▶ **Aim of the task**:
With pictures omitted, copy exactly the lines from the one containing "Find the location" through the end of the records below.

▶ **Input material**:
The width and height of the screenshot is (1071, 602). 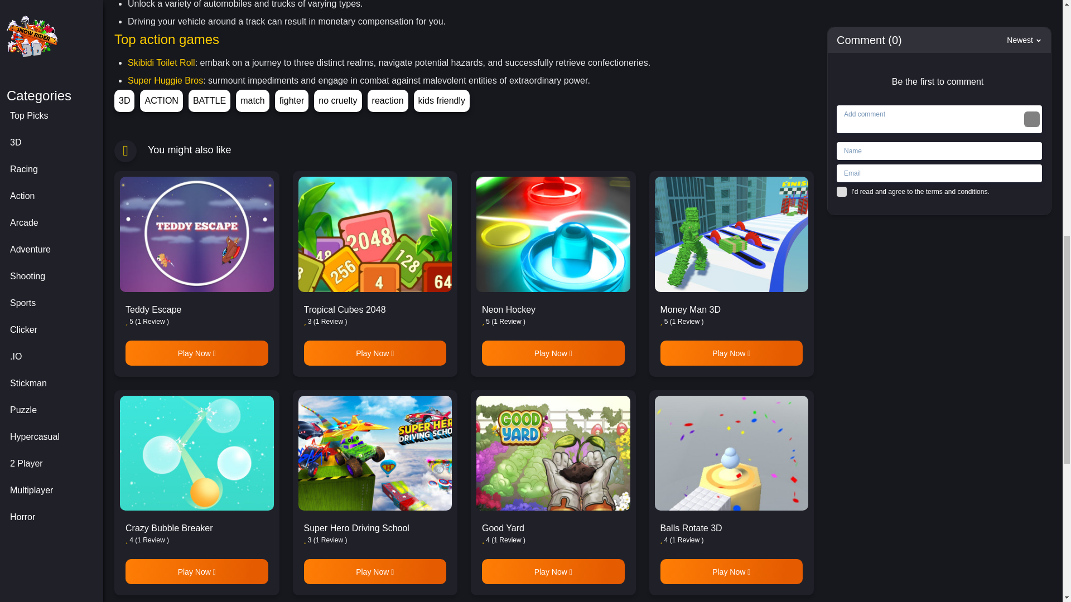 What do you see at coordinates (442, 100) in the screenshot?
I see `kids friendly` at bounding box center [442, 100].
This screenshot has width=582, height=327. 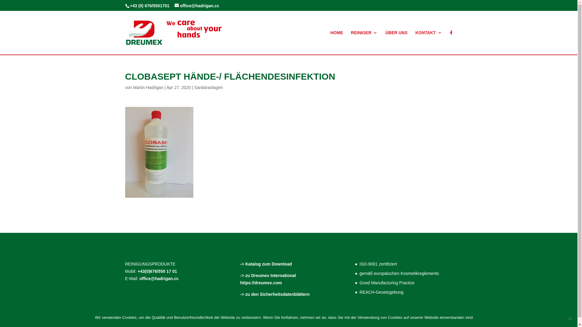 I want to click on Impressum, so click(x=300, y=324).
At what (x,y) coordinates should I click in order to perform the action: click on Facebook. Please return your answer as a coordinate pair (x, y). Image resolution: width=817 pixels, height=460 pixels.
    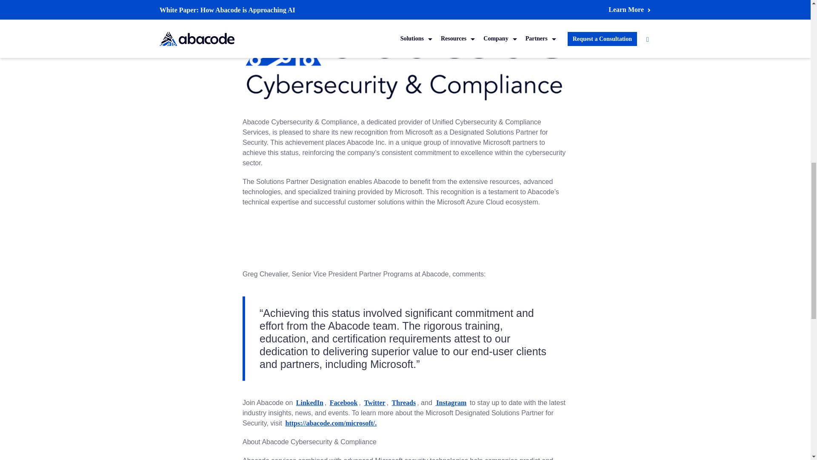
    Looking at the image, I should click on (344, 402).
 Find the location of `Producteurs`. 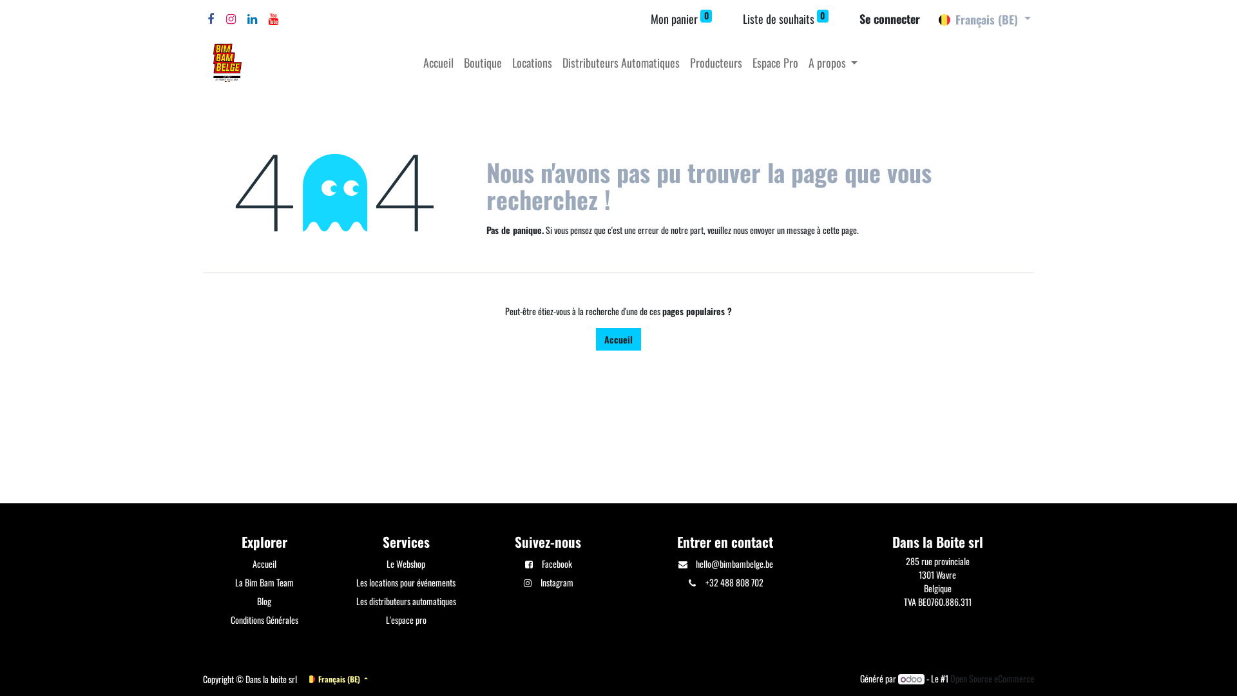

Producteurs is located at coordinates (716, 63).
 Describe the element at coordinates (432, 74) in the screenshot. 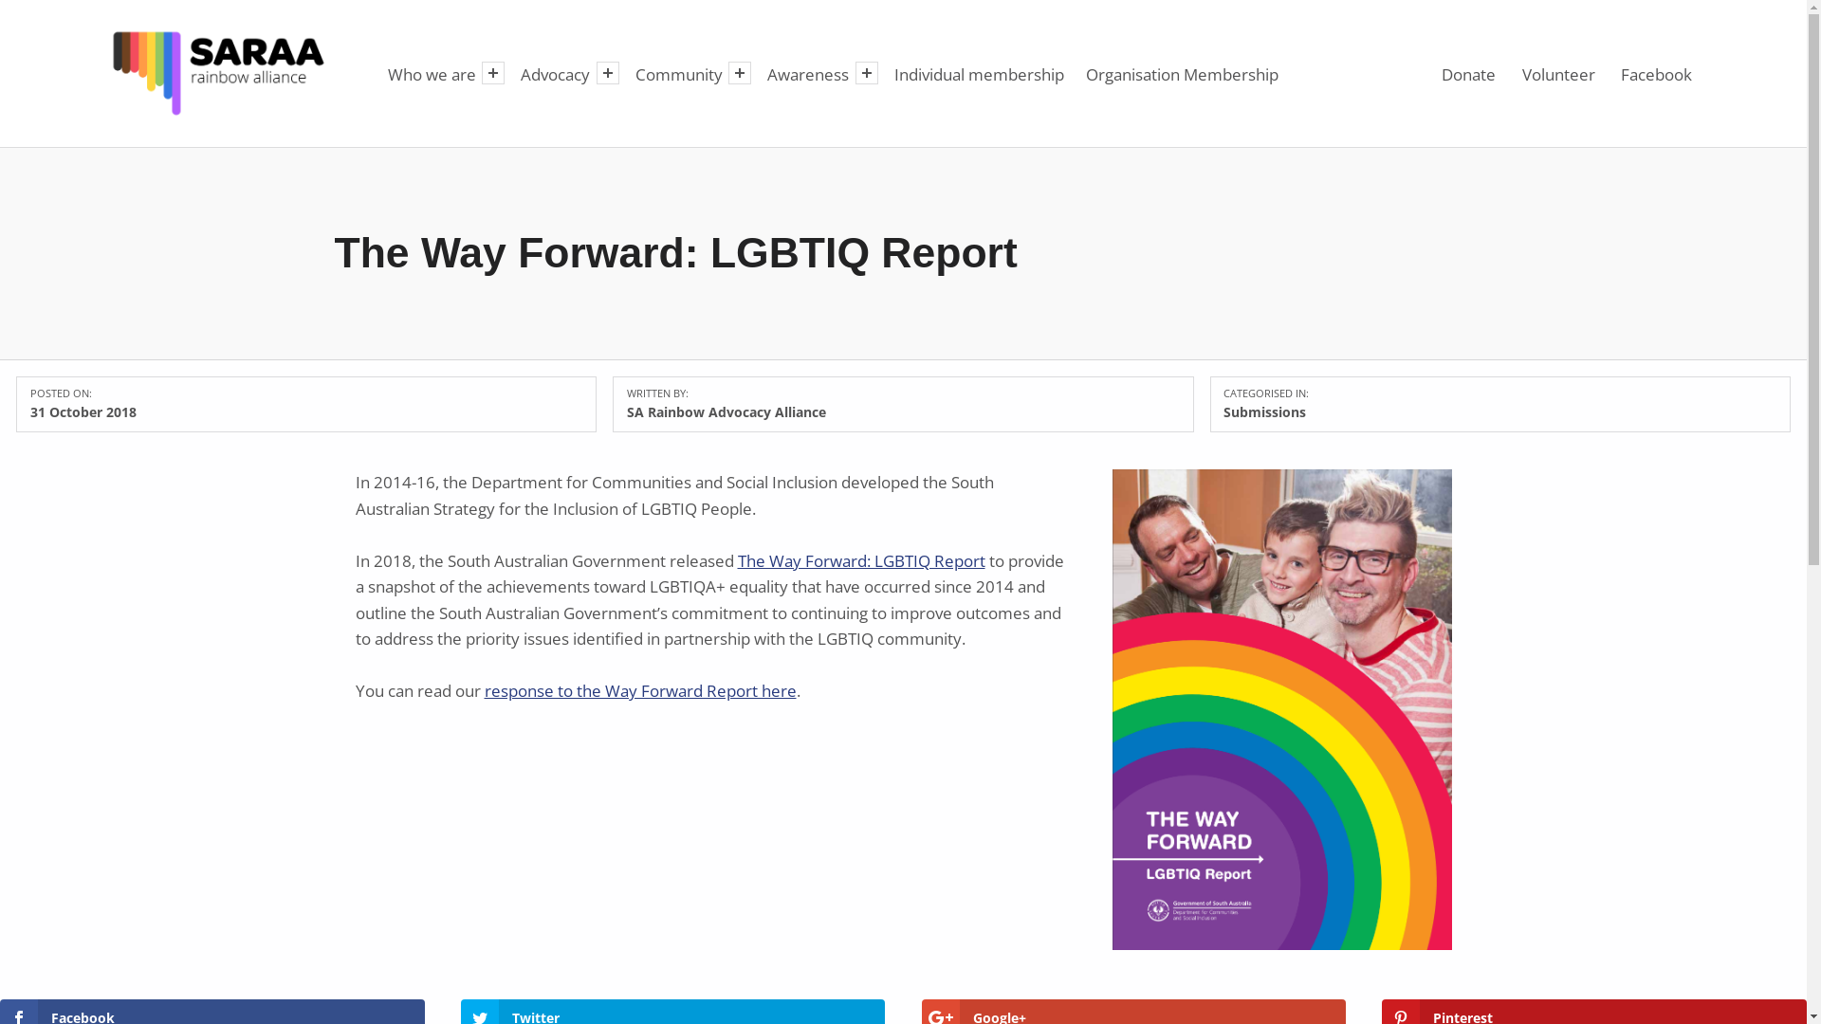

I see `Who we are` at that location.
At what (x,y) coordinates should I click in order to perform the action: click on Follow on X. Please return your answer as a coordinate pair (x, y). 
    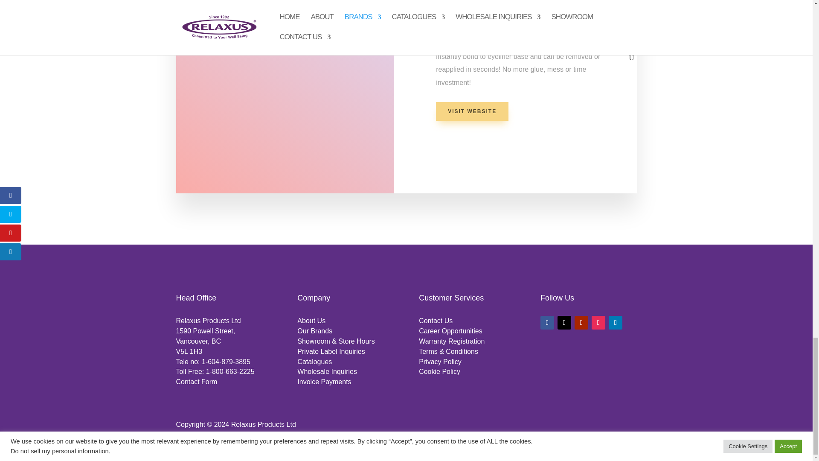
    Looking at the image, I should click on (564, 323).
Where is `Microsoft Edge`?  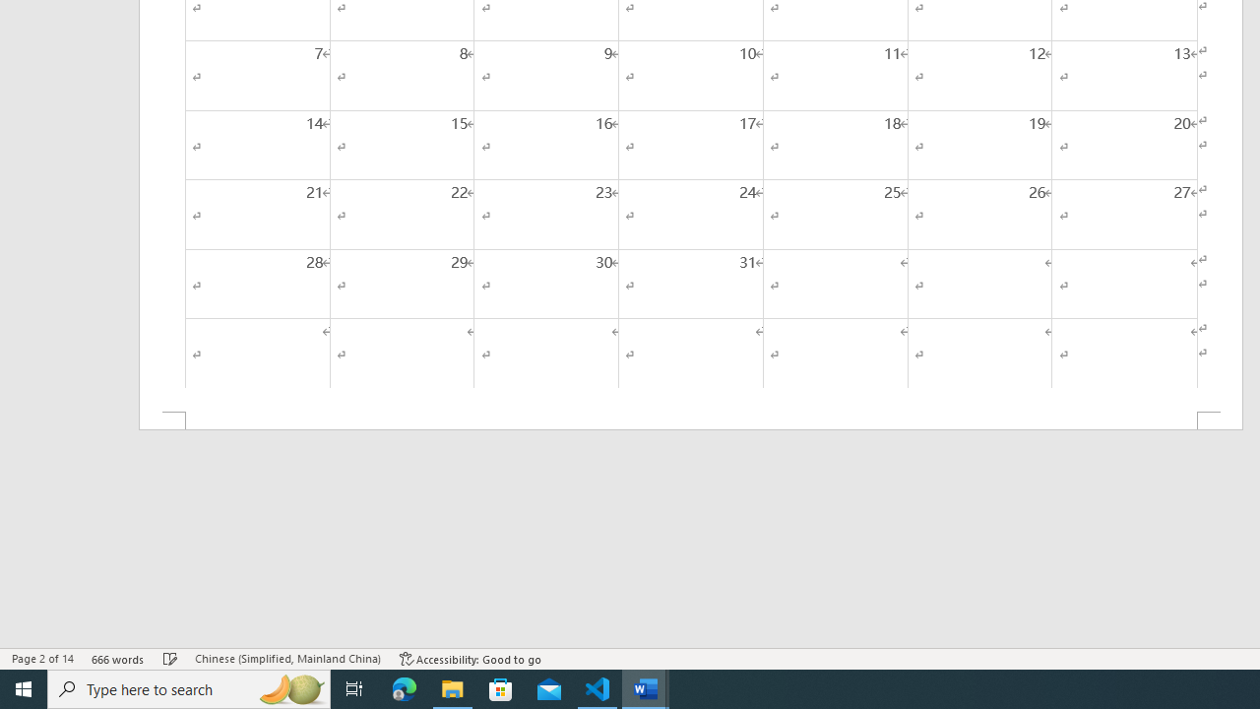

▶ **Solution to this task**:
 Find the location of `Producteurs`. 

Producteurs is located at coordinates (716, 63).
 Describe the element at coordinates (432, 74) in the screenshot. 

I see `Who we are` at that location.
At what (x,y) coordinates should I click in order to perform the action: click on Follow on X. Please return your answer as a coordinate pair (x, y). 
    Looking at the image, I should click on (564, 323).
Where is `Microsoft Edge`?  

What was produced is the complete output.